From the deck, sailing past Datça:
You see the coast where Yücel wrote, where he sought peace after decades of tumult. You think of Deniz Gezmiş and his friends, young idealists who chose sacrifice over submission. You think of a country that has, too often, silenced its brightest voices—poets, thinkers, those who dared to imagine different futures.
The feelings are bittersweet.
Love for the land. Grief for what it became. Anger at waste—human potential discarded, lives cut short, voices drowned.
You wave at Datça from a distance. You don't stop. Not this time.

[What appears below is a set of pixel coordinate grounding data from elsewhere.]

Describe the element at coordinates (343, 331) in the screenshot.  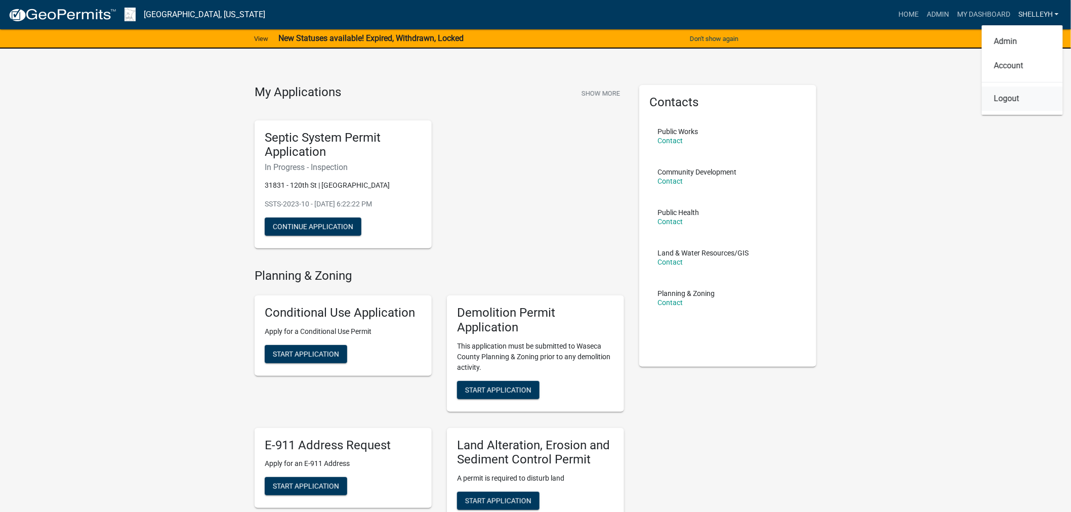
I see `p: Apply for a Conditional Use Permit` at that location.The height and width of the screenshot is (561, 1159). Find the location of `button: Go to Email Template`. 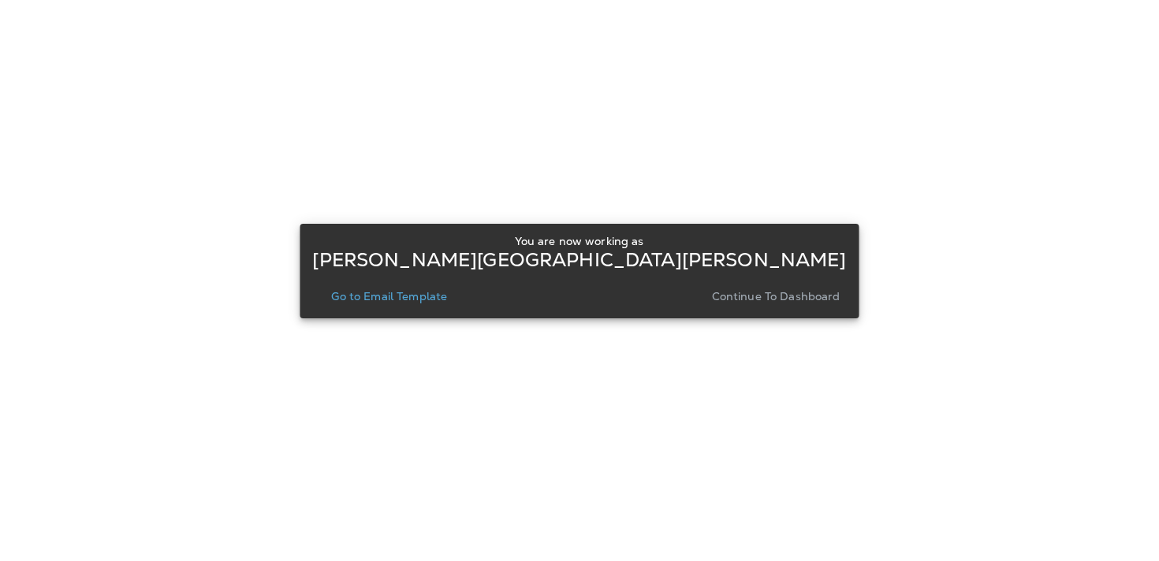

The sea connects us. But some shores carry more than beauty—they carry memory, loss, and the quiet question: What might have been?
Bizim deniz. Our sea.
The wind fills your sails. You continue south.
TILOS [QR-466]
Coordinates: 36°25'N, 27°22'E
Anchorage: Livadia (main port)
Berth Cost: €30-40/night or anchor
Character: Small, quiet, eco-conscious, protected wildlife, peaceful
After the emotional weight of seeing Turkey, Tilos offers gentleness—a small island committed to sustainability, quiet beaches, kind people.